Endea: Ensemble based decoupled adversarial learning for identifying infrastructure damage during disasters

S Priya, A Upadhyaya, M Bhanu… - Proceedings of the 29th …, 2020 - dl.acm.org
Proceedings of the 29th ACM international conference on information …, 2020dl.acm.org
Identifying tweets related to infrastructure damage during a crisis event is an important
problem. However, the unavailability of labeled data during the early stages of a crisis event
poses major challenge in training suitable models. Several domain adaptation strategies
have been proposed for text classification that can be used to train models using available
source data of previous crisis events and apply on a target data related to a current event.
However, these approaches are insufficient to handle the distribution drift in the source and …

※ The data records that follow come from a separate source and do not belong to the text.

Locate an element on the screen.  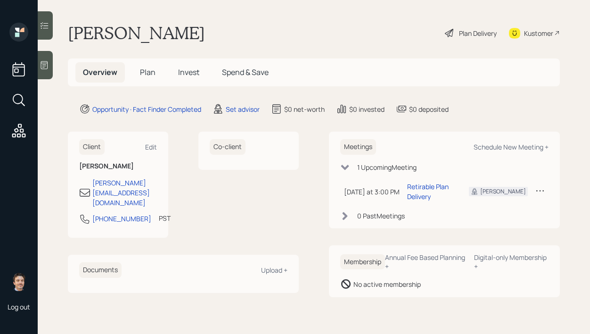
div: Opportunity · Fact Finder Completed is located at coordinates (147, 109).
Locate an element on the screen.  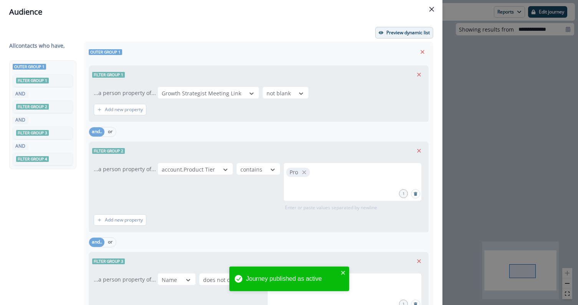
button: Preview dynamic list is located at coordinates (404, 33).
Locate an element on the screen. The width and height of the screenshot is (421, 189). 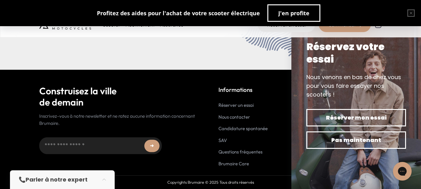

Identifying tweets related to infrastructure damage during a crisis event is an important problem. However, the unavailability of labeled data during the early stages of a crisis event poses major challenge in training suitable models. Several domain adaptation strategies have been proposed for text classification that can be used to train models using available source data of previous crisis events and apply on a target data related to a current event. However, these approaches are insufficient to handle the distribution drift in the source and target data along with the class imbalance in the target data. In this paper we introduce an Ensemble learning approach with a Decoupled Adversarial (EnDeA) model to classify infrastructure damage tweets in a target tweet dataset. EnDeA is an ensemble of three different models two of which separately learn the event invariant and specific features of a target data from a set of source and target data. The third model which is an adversarial model helps to improve the prediction accuracy of both models. Unlike the existing approaches that also identify the domain invariant and specific properties of target data for sentiment classification, our method works for short texts and can better handle the distribution drift and class imbalance problem. We rigorously investigate the performance of the proposed approach using multiple public datasets and compare it with several state-of-the-art baselines. We discover that EnDeA outperforms these baselines with around 20% improvement in the 1 scores.